DALLAS — An employee from the Texas Department of Family and Protective Services showed up at a 13-year-old transgender boy’s middle school to interview him as part of an investigation into his family over the use of gender-affirming medical treatments, according to newly filed court documents.
The child, identified in court documents under the pseudonym Steve Koe, was interviewed in a school conference room for an hour about his gender identity and mental health history, his mother, called Carol Koe, said in a signed declaration. The surprise interview, along with interviews of his parents, has caused the child significant mental and emotional stress, and even caused him to miss school for multiple days because of anxiety, his mother said.
“Steve told me he had a ‘meltdown’ and became very fearful and upset that something might happen to me or his dad because of who he is,” Carol said in the declaration.
The family’s case is one of at least 11 that DFPS opened following a directive from Gov. Greg Abbott to investigate the use of gender-affirming medical treatments as a form of child abuse, based on an opinion issued by Attorney General Ken Paxton. At least eight of those investigations were closed without a child being removed from their home.
The Texas Supreme Court ruled in June that Abbott and Paxton don’t have the authority to order DFPS to undertake such investigations, but the agency decided to continue them despite the ruling.
Koe’s declaration is one of two filed as part of a June lawsuit that aims to halt such investigations for families who are members of the national nonprofit LGBT group PFLAG. The families that made the new declarations are not being added to the lawsuit as plaintiffs, said a lawyer from Lambda Legal, one of the groups who filed the lawsuit.
A Travis County judge issued an injunction prohibiting DFPS from continuing child abuse investigations into two families as part of the suit, but delayed a decision on whether an injuction could be implemented to cover investigations into all PFLAG member families. Wednesday’s declarations were filed to update the court on the need for the broader injunction.
DFPS, the office of the governor and the office of the attorney general did not immediately respond to requests for comment on the new declarations.
The investigations have drawn significant criticism from both people outside and inside DFPS. A group of the department’s staffers filed a brief in August that said the policy could put the child protection agency over the brink of collapse.
Two weeks before the brief was filed, The Dallas Morning News wrote that internal documents revealed that rollout of the investigations was marked by secrecy and confusion. Already this year, more than 2,000 employees have left the agency.
Both the state and the nation’s largest medical groups support the use of age-appropriate and individualized gender-affirming care, including puberty blockers and hormone therapy. The medications are used to treat gender dysphoria, or the feeling of discomfort or distress that can occur for people who identify as a gender different from the gender or sex assigned at birth.
Medical treatments represent just one of many treatment options recommended by the World Professional Organization for Transgender Health, which sets the standards of care for adolescent patients experiencing gender dysphoria. Puberty blockers and hormone therapies are only used after an adolescent has started puberty.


#### [TASK BRIEF]
Scan the entries for the word "rise", and copy every line where it appears.

#### [RECORDS SHOWN]
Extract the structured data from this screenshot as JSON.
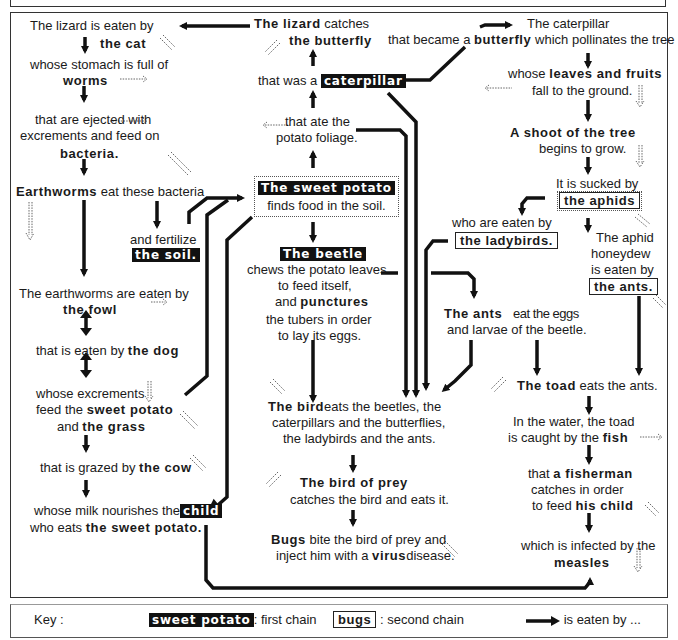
{
  "diagram": {
    "nodes": {
      "lizard_eaten": "The lizard is eaten by",
      "the_cat": "the cat",
      "stomach": "whose stomach is full of",
      "worms": "worms",
      "ejected": "that are ejected with",
      "excrements_feed": "excrements and feed on",
      "bacteria": "bacteria.",
      "earthworms": "Earthworms",
      "eat_bacteria": "eat these bacteria",
      "and_fertilize": "and fertilize",
      "the_soil": "the soil.",
      "earthworms_eaten": "The earthworms are eaten by",
      "the_fowl": "the fowl",
      "eaten_by": "that is eaten by",
      "the_dog": "the dog",
      "whose_excrements": "whose excrements",
      "feed_the": "feed the",
      "sweet_potato": "sweet potato",
      "and": "and",
      "the_grass": "the grass",
      "grazed_by": "that is grazed by",
      "the_cow": "the cow",
      "milk_nourishes": "whose milk nourishes the",
      "child": "child",
      "who_eats": "who eats",
      "the_sweet_potato": "the sweet potato.",
      "lizard_catches_1": "The lizard",
      "lizard_catches_2": "catches",
      "the_butterfly": "the butterfly",
      "that_was_a": "that was a",
      "caterpillar": "caterpillar",
      "ate_the": "that ate the",
      "potato_foliage": "potato foliage.",
      "sweet_potato_title": "The sweet potato",
      "finds_food": "finds food in the soil.",
      "the_beetle": "The beetle",
      "chews": "chews the potato leaves",
      "to_feed": "to feed itself,",
      "and_punctures_1": "and",
      "punctures": "punctures",
      "tubers": "the tubers in order",
      "lay_eggs": "to lay its eggs.",
      "the_bird": "The bird",
      "bird_eats_1": "eats the beetles, the",
      "bird_eats_2": "caterpillars and the butterflies,",
      "bird_eats_3": "the ladybirds and the ants.",
      "bird_of_prey": "The bird of prey",
      "catches_bird": "catches the bird and eats it.",
      "bugs": "Bugs",
      "bite": "bite the bird of prey and",
      "inject": "inject him with a",
      "virus": "virus",
      "disease": "disease.",
      "caterpillar_became_1": "The caterpillar",
      "that_became": "that became a",
      "butterfly": "butterfly",
      "pollinates": "which pollinates the tree",
      "whose": "whose",
      "leaves_fruits": "leaves and fruits",
      "fall_ground": "fall to the ground.",
      "a_shoot": "A shoot of the tree",
      "begins_grow": "begins to grow.",
      "sucked_by": "It is sucked by",
      "the_aphids": "the aphids",
      "who_eaten": "who are eaten by",
      "the_ladybirds": "the ladybirds.",
      "aphid_1": "The aphid",
      "aphid_2": "honeydew",
      "aphid_3": "is eaten by",
      "the_ants_box": "the ants.",
      "the_ants": "The ants",
      "eat_eggs": "eat the eggs",
      "larvae": "and larvae of the beetle.",
      "the_toad": "The toad",
      "eats_ants": "eats the ants.",
      "in_water": "In the water, the toad",
      "caught_by": "is caught by the",
      "fish": "fish",
      "that_a": "that",
      "fisherman": "a fisherman",
      "catches_order": "catches in order",
      "to_feed2": "to feed",
      "his_child": "his child",
      "infected": "which is infected by the",
      "measles": "measles"
    }
  },
  "key": {
    "label": "Key :",
    "first_sample": "sweet potato",
    "first_desc": ": first chain",
    "second_sample": "bugs",
    "second_desc": ": second chain",
    "arrow_desc": "is eaten by ..."
  },
  "colors": {
    "ink": "#111111",
    "background": "#ffffff",
    "frame": "#333333"
  }
}
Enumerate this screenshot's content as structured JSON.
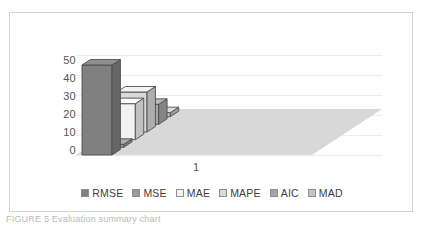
{
  "figure": {
    "caption_fragment": "FIGURE 5 Evaluation summary chart"
  },
  "chart": {
    "x_category_label": "1",
    "y_ticks": [
      "50",
      "40",
      "30",
      "20",
      "10",
      "0"
    ]
  },
  "legend": {
    "items": [
      {
        "label": "RMSE",
        "color": "#808080"
      },
      {
        "label": "MSE",
        "color": "#9a9a9a"
      },
      {
        "label": "MAE",
        "color": "#f2f2f2"
      },
      {
        "label": "MAPE",
        "color": "#d9d9d9"
      },
      {
        "label": "AIC",
        "color": "#a6a6a6"
      },
      {
        "label": "MAD",
        "color": "#c4c4c4"
      }
    ]
  },
  "chart_data": {
    "type": "bar",
    "title": "",
    "subtitle": "",
    "xlabel": "",
    "ylabel": "",
    "categories": [
      "1"
    ],
    "series": [
      {
        "name": "RMSE",
        "values": [
          45
        ],
        "color": "#808080"
      },
      {
        "name": "MSE",
        "values": [
          1.5
        ],
        "color": "#9a9a9a"
      },
      {
        "name": "MAE",
        "values": [
          18
        ],
        "color": "#f2f2f2"
      },
      {
        "name": "MAPE",
        "values": [
          20
        ],
        "color": "#d9d9d9"
      },
      {
        "name": "AIC",
        "values": [
          10
        ],
        "color": "#a6a6a6"
      },
      {
        "name": "MAD",
        "values": [
          2
        ],
        "color": "#c4c4c4"
      }
    ],
    "ylim": [
      0,
      50
    ],
    "ytick_step": 10,
    "grid": true,
    "legend_position": "bottom",
    "three_d": true
  }
}
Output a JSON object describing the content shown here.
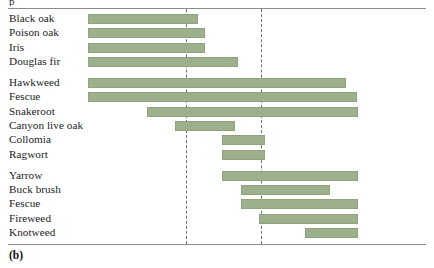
{
  "figure": {
    "caption": "(b)",
    "clipped_top_text": "p",
    "bar_color": "#9cb08c",
    "bar_border_color": "#8fa37e",
    "rule_color": "#8d8d8d",
    "dashed_line_color": "#6f6f6f"
  },
  "chart_data": {
    "type": "bar",
    "orientation": "horizontal",
    "title": "",
    "xlabel": "",
    "ylabel": "",
    "subtitle": "",
    "grid": false,
    "legend": null,
    "axis_visible": false,
    "tick_labels": [],
    "xlim": [
      88,
      366
    ],
    "reference_lines": [
      {
        "name": "reference-line-1",
        "x": 186,
        "style": "dashed"
      },
      {
        "name": "reference-line-2",
        "x": 261,
        "style": "dashed"
      }
    ],
    "note": "Each bar is a floating range bar: 'start' and 'end' are horizontal pixel positions of the bar extent within the 434px-wide figure.",
    "groups": [
      {
        "name": "group-1",
        "items": [
          {
            "label": "Black oak",
            "start": 88,
            "end": 198
          },
          {
            "label": "Poison oak",
            "start": 88,
            "end": 205
          },
          {
            "label": "Iris",
            "start": 88,
            "end": 205
          },
          {
            "label": "Douglas fir",
            "start": 88,
            "end": 238
          }
        ]
      },
      {
        "name": "group-2",
        "items": [
          {
            "label": "Hawkweed",
            "start": 88,
            "end": 346
          },
          {
            "label": "Fescue",
            "start": 88,
            "end": 357
          },
          {
            "label": "Snakeroot",
            "start": 147,
            "end": 358
          },
          {
            "label": "Canyon live oak",
            "start": 175,
            "end": 235
          },
          {
            "label": "Collomia",
            "start": 222,
            "end": 265
          },
          {
            "label": "Ragwort",
            "start": 222,
            "end": 265
          }
        ]
      },
      {
        "name": "group-3",
        "items": [
          {
            "label": "Yarrow",
            "start": 222,
            "end": 358
          },
          {
            "label": "Buck brush",
            "start": 241,
            "end": 330
          },
          {
            "label": "Fescue",
            "start": 241,
            "end": 358
          },
          {
            "label": "Fireweed",
            "start": 259,
            "end": 358
          },
          {
            "label": "Knotweed",
            "start": 305,
            "end": 358
          }
        ]
      }
    ]
  }
}
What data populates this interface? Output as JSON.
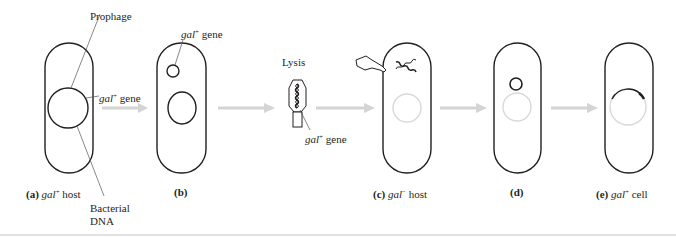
{
  "figure": {
    "colors": {
      "ink": "#231f20",
      "arrow": "#d4d4d4",
      "faded_dna": "#d9d9d9",
      "rule": "#e2e2e2"
    },
    "callouts": {
      "prophage": "Prophage",
      "gal_gene_a": {
        "gene": "gal",
        "sup": "+",
        "suffix": "gene"
      },
      "bacterial_dna_line1": "Bacterial",
      "bacterial_dna_line2": "DNA",
      "gal_gene_b": {
        "gene": "gal",
        "sup": "+",
        "suffix": "gene"
      },
      "lysis": "Lysis",
      "gal_gene_phage": {
        "gene": "gal",
        "sup": "+",
        "suffix": "gene"
      }
    },
    "panels": [
      {
        "letter": "(a)",
        "gene": "gal",
        "sup": "+",
        "suffix": "host"
      },
      {
        "letter": "(b)",
        "gene": "",
        "sup": "",
        "suffix": ""
      },
      {
        "letter": "(c)",
        "gene": "gal",
        "sup": "−",
        "suffix": "host"
      },
      {
        "letter": "(d)",
        "gene": "",
        "sup": "",
        "suffix": ""
      },
      {
        "letter": "(e)",
        "gene": "gal",
        "sup": "+",
        "suffix": "cell"
      }
    ],
    "steps": [
      "gal+ host with prophage",
      "prophage excised carrying gal+ gene",
      "lysis releases transducing phage",
      "infects gal- host",
      "gal+ DNA enters host",
      "recombination yields gal+ cell"
    ]
  }
}
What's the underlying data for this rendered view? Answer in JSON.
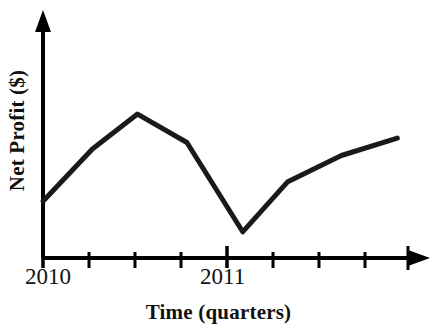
{
  "chart_data": {
    "type": "line",
    "title": "",
    "subtitle": "",
    "xlabel": "Time (quarters)",
    "ylabel": "Net Profit ($)",
    "grid": false,
    "legend": false,
    "legend_position": "none",
    "axis_style": "arrow-headed open axes, no y tick labels",
    "x_tick_labels": [
      "2010",
      "2011"
    ],
    "x_tick_label_positions": [
      0,
      4
    ],
    "x_tick_count": 9,
    "y_tick_labels": [],
    "xlim": [
      0,
      8.5
    ],
    "ylim": [
      0,
      10
    ],
    "series": [
      {
        "name": "Net Profit",
        "color": "#1a1a1a",
        "line_width": 5,
        "x": [
          0,
          1.15,
          2.2,
          3.35,
          4.65,
          5.7,
          6.95,
          8.25
        ],
        "values": [
          2.6,
          5.0,
          6.6,
          5.3,
          1.2,
          3.5,
          4.7,
          5.5
        ],
        "points_description": [
          "start low at 2010 axis",
          "rise sharply through first quarter",
          "peak mid-2010",
          "gentle decline late 2010",
          "sharp drop to trough just after 2011",
          "sharp recovery",
          "continued gradual rise",
          "flattening rise to end of range"
        ]
      }
    ],
    "annotations": []
  },
  "axes": {
    "y_axis_label": "Net Profit ($)",
    "x_axis_label": "Time (quarters)"
  },
  "ticks": {
    "label_2010": "2010",
    "label_2011": "2011"
  },
  "colors": {
    "line": "#1a1a1a",
    "axis": "#000000",
    "background": "#ffffff",
    "text": "#111111"
  }
}
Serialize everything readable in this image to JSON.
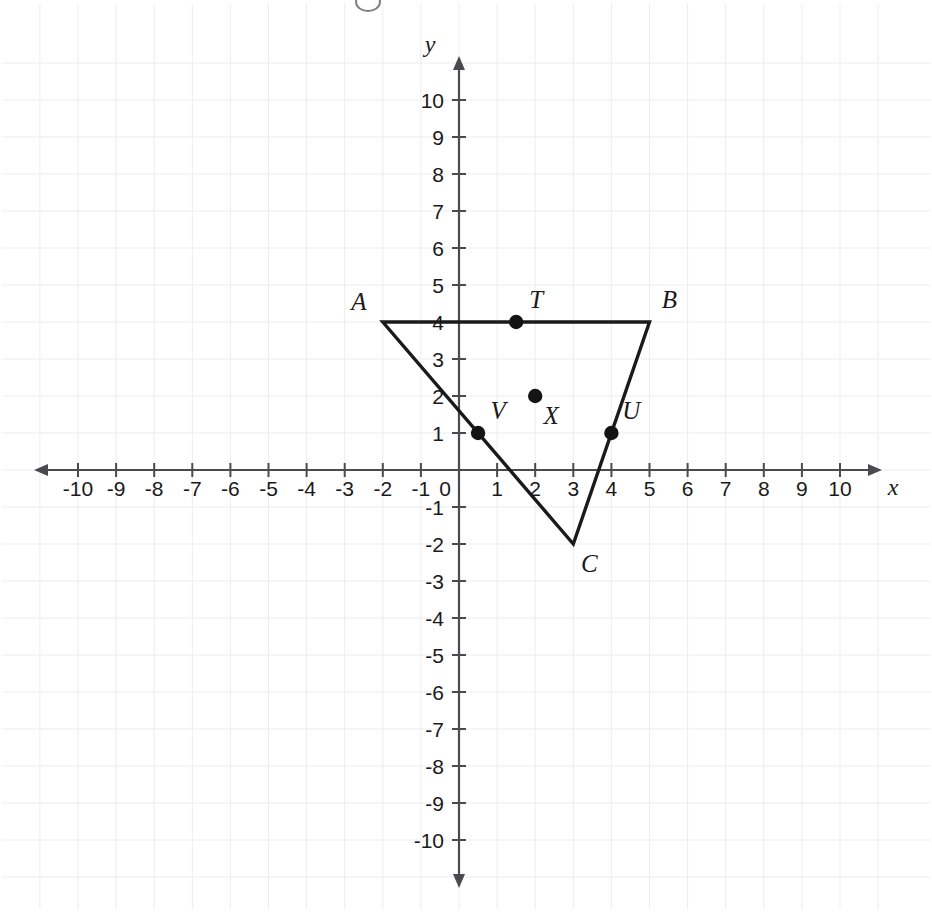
{
  "figure": {
    "type": "coordinate-plane-diagram",
    "background_color": "#ffffff",
    "ink_color": "#1a1a1a",
    "axis_color": "#4a4a4f",
    "grid_color": "#ededf0"
  },
  "axes": {
    "x_axis_name": "x",
    "y_axis_name": "y",
    "x_min": -10,
    "x_max": 10,
    "y_min": -10,
    "y_max": 10,
    "origin_label": "0",
    "x_tick_labels": [
      "-10",
      "-9",
      "-8",
      "-7",
      "-6",
      "-5",
      "-4",
      "-3",
      "-2",
      "-1",
      "0",
      "1",
      "2",
      "3",
      "4",
      "5",
      "6",
      "7",
      "8",
      "9",
      "10"
    ],
    "y_tick_labels_positive": [
      "1",
      "2",
      "3",
      "4",
      "5",
      "6",
      "7",
      "8",
      "9",
      "10"
    ],
    "y_tick_labels_negative": [
      "-1",
      "-2",
      "-3",
      "-4",
      "-5",
      "-6",
      "-7",
      "-8",
      "-9",
      "-10"
    ],
    "grid": "on",
    "arrows": "both-ends-both-axes"
  },
  "chart_data": {
    "type": "scatter",
    "title": "",
    "xlabel": "x",
    "ylabel": "y",
    "xlim": [
      -10,
      10
    ],
    "ylim": [
      -10,
      10
    ],
    "grid": true,
    "legend": "none",
    "shapes": [
      {
        "name": "triangle-ABC",
        "kind": "polygon",
        "closed": true,
        "vertices": [
          {
            "label": "A",
            "x": -2,
            "y": 4
          },
          {
            "label": "B",
            "x": 5,
            "y": 4
          },
          {
            "label": "C",
            "x": 3,
            "y": -2
          }
        ]
      }
    ],
    "points": [
      {
        "label": "T",
        "x": 1.5,
        "y": 4
      },
      {
        "label": "X",
        "x": 2,
        "y": 2
      },
      {
        "label": "V",
        "x": 0.5,
        "y": 1
      },
      {
        "label": "U",
        "x": 4,
        "y": 1
      }
    ],
    "vertex_labels": [
      {
        "label": "A",
        "x": -2,
        "y": 4,
        "anchor": "left-above"
      },
      {
        "label": "B",
        "x": 5,
        "y": 4,
        "anchor": "right-above"
      },
      {
        "label": "C",
        "x": 3,
        "y": -2,
        "anchor": "right-below"
      }
    ],
    "point_labels": [
      {
        "label": "T",
        "x": 1.5,
        "y": 4,
        "anchor": "right-above"
      },
      {
        "label": "X",
        "x": 2,
        "y": 2,
        "anchor": "right-below"
      },
      {
        "label": "V",
        "x": 0.5,
        "y": 1,
        "anchor": "right-above"
      },
      {
        "label": "U",
        "x": 4,
        "y": 1,
        "anchor": "right-above"
      }
    ]
  }
}
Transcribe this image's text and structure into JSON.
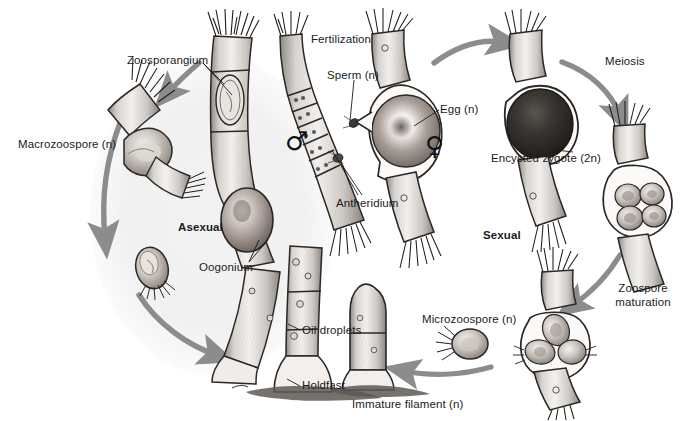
{
  "diagram": {
    "background_color": "#ffffff",
    "ink_color": "#222222",
    "arrow_color": "#8c8c8c",
    "tint_color": "#f0f0f0"
  },
  "phase_labels": [
    {
      "id": "asexual",
      "text": "Asexual",
      "x": 178,
      "y": 221,
      "bold": true
    },
    {
      "id": "sexual",
      "text": "Sexual",
      "x": 483,
      "y": 229,
      "bold": true
    }
  ],
  "labels": [
    {
      "id": "macrozoospore",
      "text": "Macrozoospore (n)",
      "x": 18,
      "y": 138
    },
    {
      "id": "zoosporangium",
      "text": "Zoosporangium",
      "x": 127,
      "y": 54
    },
    {
      "id": "oogonium",
      "text": "Oogonium",
      "x": 199,
      "y": 261
    },
    {
      "id": "oil-droplets",
      "text": "Oil droplets",
      "x": 302,
      "y": 324
    },
    {
      "id": "holdfast",
      "text": "Holdfast",
      "x": 302,
      "y": 379
    },
    {
      "id": "fertilization",
      "text": "Fertilization",
      "x": 311,
      "y": 33
    },
    {
      "id": "sperm",
      "text": "Sperm (n)",
      "x": 327,
      "y": 69
    },
    {
      "id": "antheridium",
      "text": "Antheridium",
      "x": 336,
      "y": 197
    },
    {
      "id": "egg",
      "text": "Egg (n)",
      "x": 440,
      "y": 103
    },
    {
      "id": "encysted-zygote",
      "text": "Encysted zygote (2n)",
      "x": 491,
      "y": 152
    },
    {
      "id": "meiosis",
      "text": "Meiosis",
      "x": 605,
      "y": 55
    },
    {
      "id": "microzoospore",
      "text": "Microzoospore (n)",
      "x": 422,
      "y": 313
    },
    {
      "id": "immature-filament",
      "text": "Immature filament (n)",
      "x": 352,
      "y": 398
    }
  ],
  "multiline_labels": [
    {
      "id": "zoospore-maturation",
      "line1": "Zoospore",
      "line2": "maturation",
      "x": 610,
      "y": 282,
      "width": 66
    }
  ],
  "gender_symbols": [
    {
      "id": "male-symbol",
      "glyph": "♂",
      "x": 285,
      "y": 128,
      "size": 26
    },
    {
      "id": "female-symbol",
      "glyph": "♀",
      "x": 425,
      "y": 133,
      "size": 26
    }
  ],
  "structures": [
    {
      "id": "zoosporangium-filament",
      "name": "Zoosporangium filament"
    },
    {
      "id": "macrozoospore-release",
      "name": "Macrozoospore releasing filament"
    },
    {
      "id": "free-macrozoospore",
      "name": "Free swimming macrozoospore"
    },
    {
      "id": "antheridium-filament",
      "name": "Male filament with antheridia"
    },
    {
      "id": "oogonium-filament",
      "name": "Female filament with oogonium and egg"
    },
    {
      "id": "main-thallus",
      "name": "Main thallus with holdfast and oil droplets"
    },
    {
      "id": "encysted-zygote-body",
      "name": "Encysted zygote on filament"
    },
    {
      "id": "meiosis-sporangium",
      "name": "Sporangium with four meiotic products"
    },
    {
      "id": "zoospore-release-body",
      "name": "Sporangium releasing microzoospores"
    },
    {
      "id": "free-microzoospore",
      "name": "Free swimming microzoospore"
    },
    {
      "id": "immature-filament-body",
      "name": "Immature filament anchored by holdfast"
    }
  ],
  "arrows": [
    {
      "id": "arrow-sporangium-to-release",
      "from": "zoosporangium-filament",
      "to": "macrozoospore-release"
    },
    {
      "id": "arrow-asexual-left-arc",
      "from": "macrozoospore-release",
      "to": "free-macrozoospore"
    },
    {
      "id": "arrow-asexual-bottom-arc",
      "from": "free-macrozoospore",
      "to": "main-thallus"
    },
    {
      "id": "arrow-fertilization-to-zygote",
      "from": "oogonium-filament",
      "to": "encysted-zygote-body"
    },
    {
      "id": "arrow-meiosis",
      "from": "encysted-zygote-body",
      "to": "meiosis-sporangium"
    },
    {
      "id": "arrow-zoospore-maturation",
      "from": "meiosis-sporangium",
      "to": "zoospore-release-body"
    },
    {
      "id": "arrow-to-immature-filament",
      "from": "zoospore-release-body",
      "to": "immature-filament-body"
    }
  ],
  "leader_lines": [
    {
      "id": "leader-zoosporangium-a",
      "label": "zoosporangium"
    },
    {
      "id": "leader-zoosporangium-b",
      "label": "zoosporangium"
    },
    {
      "id": "leader-oogonium-a",
      "label": "oogonium"
    },
    {
      "id": "leader-oogonium-b",
      "label": "oogonium"
    },
    {
      "id": "leader-oil-droplets",
      "label": "oil-droplets"
    },
    {
      "id": "leader-holdfast",
      "label": "holdfast"
    },
    {
      "id": "leader-sperm",
      "label": "sperm"
    },
    {
      "id": "leader-antheridium-a",
      "label": "antheridium"
    },
    {
      "id": "leader-antheridium-b",
      "label": "antheridium"
    },
    {
      "id": "leader-egg",
      "label": "egg"
    },
    {
      "id": "leader-zygote",
      "label": "encysted-zygote"
    }
  ]
}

#### [SOLUTION TO THIS TASK]
          "rise sharply through first quarter",
          "continued gradual rise",
          "flattening rise to end of range"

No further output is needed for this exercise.